Untitled Document
U.N. tribunal criticizes Bolton’s conduct.
John Bolton flew to Europe in 2002 to confront the head of a global arms-control
agency and demand he resign, then orchestrated the firing of the unwilling diplomat
in a move a U.N. tribunal has since judged unlawful, said officials involved.
A former Bolton deputy says the U.S. undersecretary of state felt Jose Bustani
"had to go," particularly because the Brazilian was trying to send
chemical weapons inspectors to Baghdad. That might have helped defuse the crisis
over alleged Iraqi weapons and undermined a U.S. rationale for war.
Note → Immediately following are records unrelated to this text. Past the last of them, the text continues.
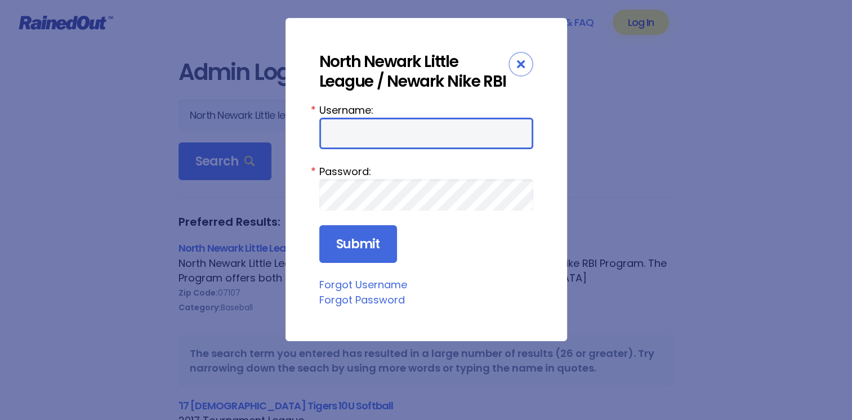 This screenshot has width=852, height=420. What do you see at coordinates (414, 72) in the screenshot?
I see `div: North Newark Little League / Newark Nike RBI` at bounding box center [414, 72].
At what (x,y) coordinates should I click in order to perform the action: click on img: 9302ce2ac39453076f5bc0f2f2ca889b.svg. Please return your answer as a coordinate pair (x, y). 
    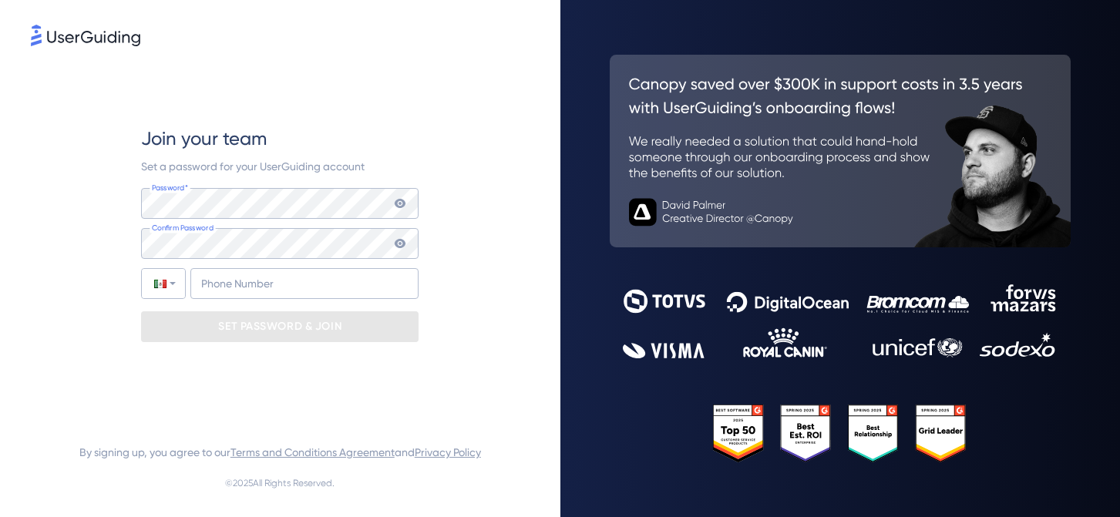
    Looking at the image, I should click on (839, 321).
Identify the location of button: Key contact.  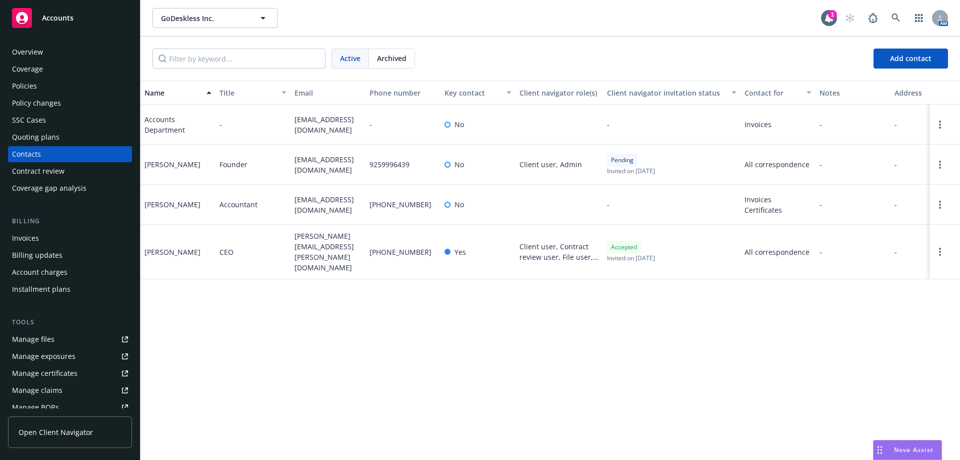
(478, 93).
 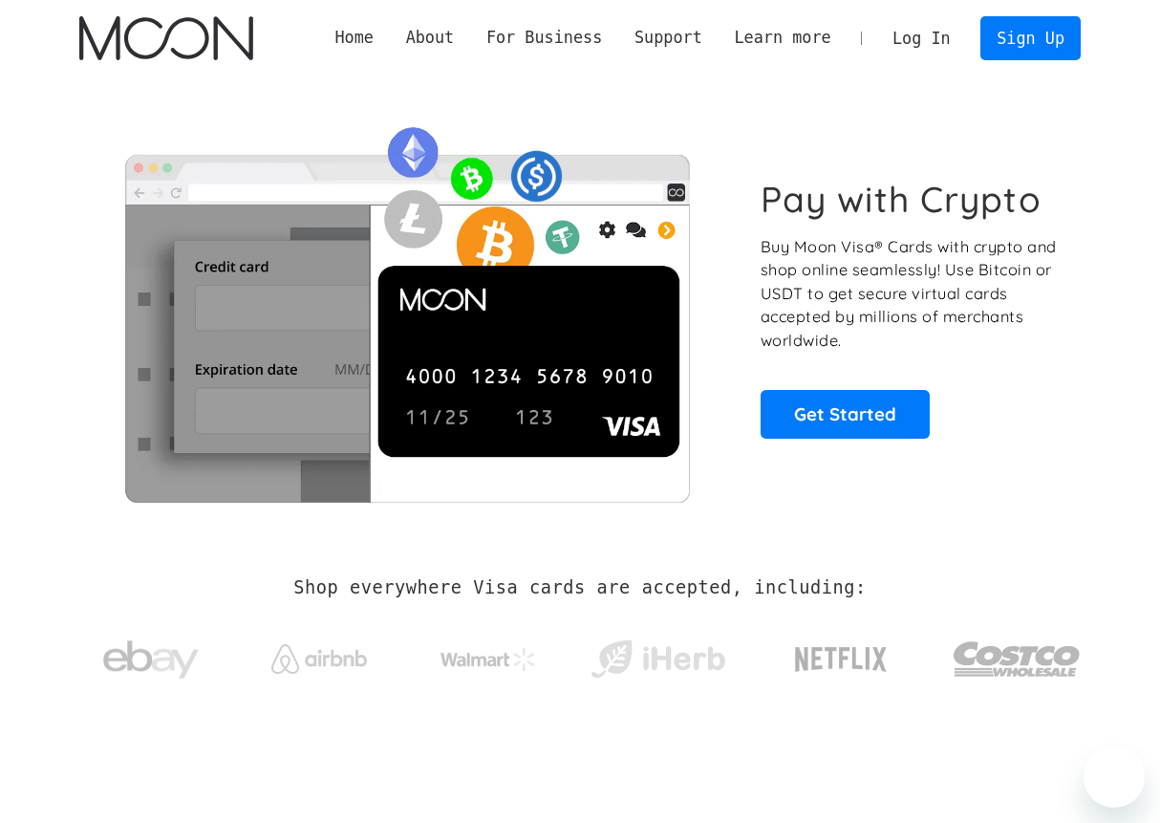 What do you see at coordinates (1030, 37) in the screenshot?
I see `a: Sign Up` at bounding box center [1030, 37].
Bustani, who says he got a "menacing" phone call from Bolton at one
point, was removed by a vote of just one-third of member nations at an unusual
special session of the Organization for the Prohibition of Chemical Weapons,
or OPCW, at which the United States cited alleged mismanagement in calling for
his ouster.
The United Nations’ highest administrative tribunal later condemned the
action as an "unacceptable violation" of principles protecting international
civil servants. The OPCW session’s Swiss chairman now calls it an "unfortunate
precedent" and Bustani a "man with merit."
"Many believed the U.S. delegation didn’t want meddling from outside
in the Iraq business," said the retired Swiss diplomat, Heinrich Reimann.
"That could be the case."
Bolton’s handling of the multilateral showdown takes on added significance
now as he looks for U.S. Senate confirmation as early as this week as U.N. ambassador,
a key role on the international stage, and as more details have emerged in Associated
Press interviews about what happened in 2002.
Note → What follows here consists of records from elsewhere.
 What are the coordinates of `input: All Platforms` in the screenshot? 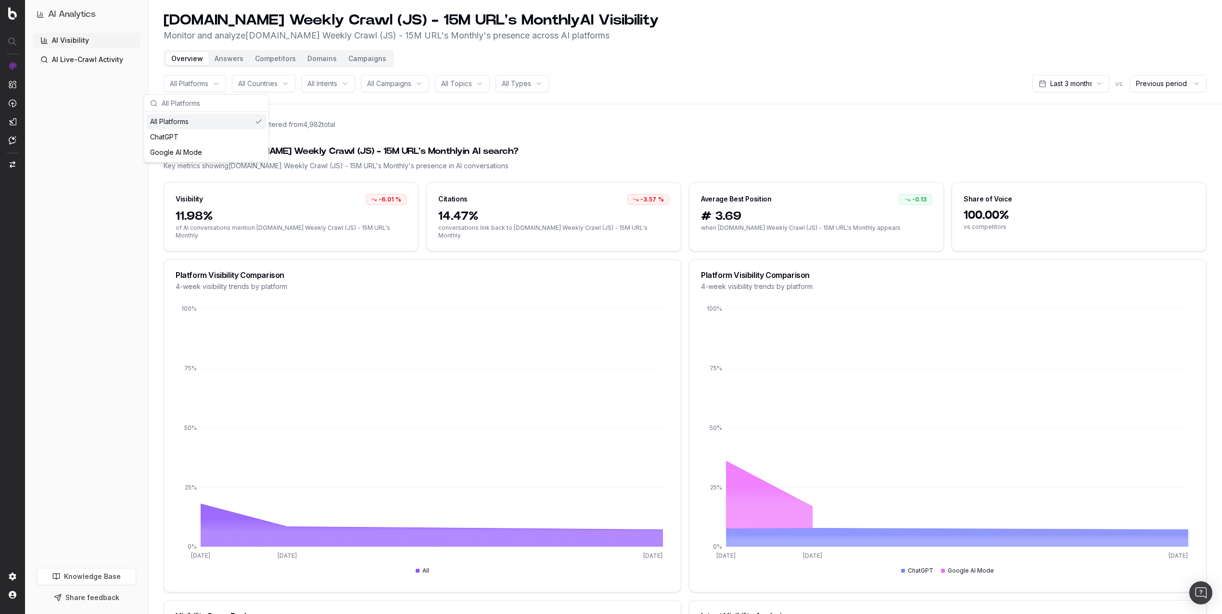 It's located at (212, 103).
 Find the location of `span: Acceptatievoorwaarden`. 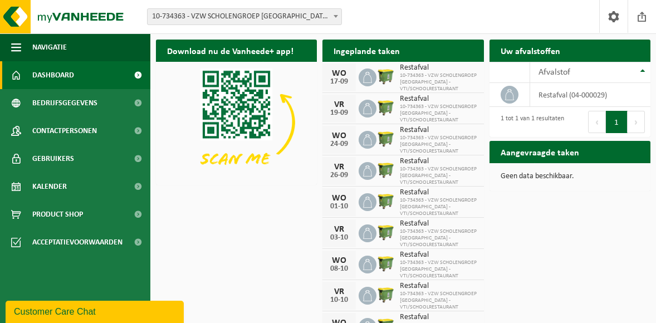

span: Acceptatievoorwaarden is located at coordinates (77, 242).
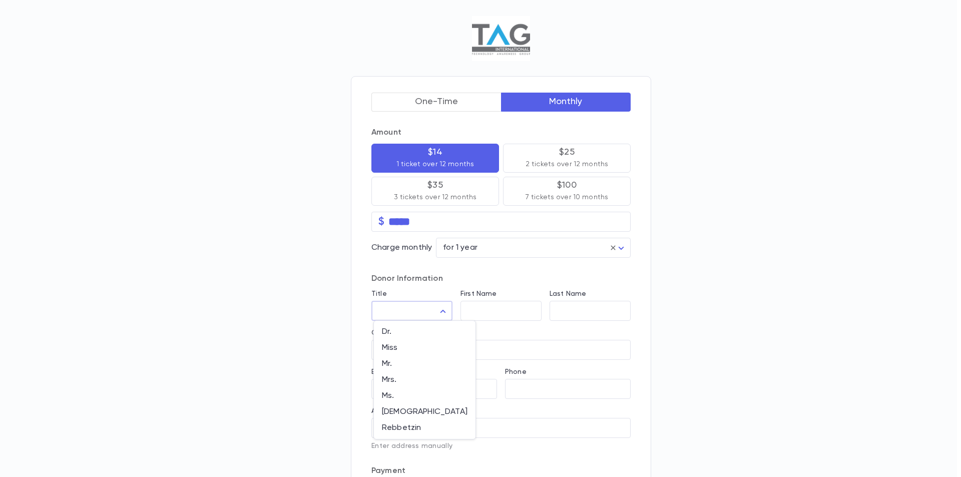 The image size is (961, 477). Describe the element at coordinates (424, 428) in the screenshot. I see `span: Rebbetzin` at that location.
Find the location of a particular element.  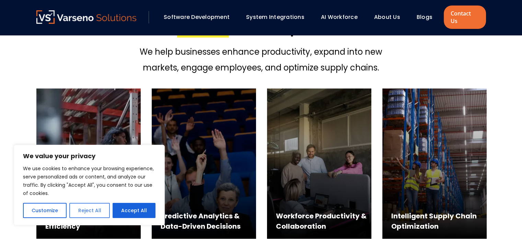

div: System Integrations is located at coordinates (279, 17).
A spokeswoman told AP that Bolton, keeping a low profile during his confirmation
process, would have no comment for this article.
Bolton has been criticized for supposed bullying of junior U.S. officials and
for efforts to get them fired. Bustani, a senior official under the U.N. umbrella,
says Bolton used a threatening tone with him and "tried to order me around."
The Iraq connection to the OPCW affair comes as fresh evidence surfaces that
the Bush administration was intent from early on to pursue military and not
diplomatic action against Saddam Hussein’s regime.
An official British document disclosed last month said Prime Minister Tony
Blair agreed in April 2002 to join in an eventual U.S. attack on Iraq. Two weeks
later, Bustani was ousted, with British help.
In 1997, the Brazilian arms-control specialist became founding director-general
of the OPCW, whose inspectors oversee destruction of U.S., Russian and other
chemical weapons under a 168-nation treaty banning such arms.
The agency, based in The Hague, Netherlands, also inspects chemical plants
worldwide to ensure they’re not put to military use.
In May 2000, one year ahead of time and with strong U.S. support, Bustani was
unanimously re-elected OPCW chief for a 2001-2005 term. Colin Powell, the new
secretary of state, praised his leadership qualities in a personal letter in
2001.
But Ralph Earle, a veteran U.S. arms negotiator, told AP that he and others
in Bolton’s arms-control bureau grew unhappy with what they considered
Bustani’s mismanagement. The agency chief also "had a big ego. He
did things on his own," and wasn’t responsive to U.S. and other countries’
positions, said Earle, now retired.
Both Earle and career diplomat Avis Bohlen, who retired in June 2002 as a top
Bolton deputy, said the idea to remove Bustani did not originate with the undersecretary.
But Bolton "leaped on it enthusiastically," Bohlen recalled.
"He was very much in charge of the whole campaign," she said, and
Bustani’s initiative on Iraq seemed the "coup de grace."
"It was that that made Bolton decide he had to go," Bohlen said.
After U.N. arms inspectors had withdrawn from Iraq in 1998 in a dispute with
the Baghdad government, Bustani stepped up his initiative, seeking to bring
Iraq and other Arab states into the chemical weapons treaty.
Bustani’s inspectors would have found nothing, because Iraq’s chemical
weapons were destroyed in the early 1990s. That would have undercut the U.S.
rationale for war because the Bush administration by early 2002 was claiming,
without hard evidence, that Baghdad still had such an arms program.
In a March 2002 "white paper," Bolton’s office said Bustani
was seeking an "inappropriate role" in Iraq, and that the matter should
be left to the U.N. Security Council - where Washington has a veto.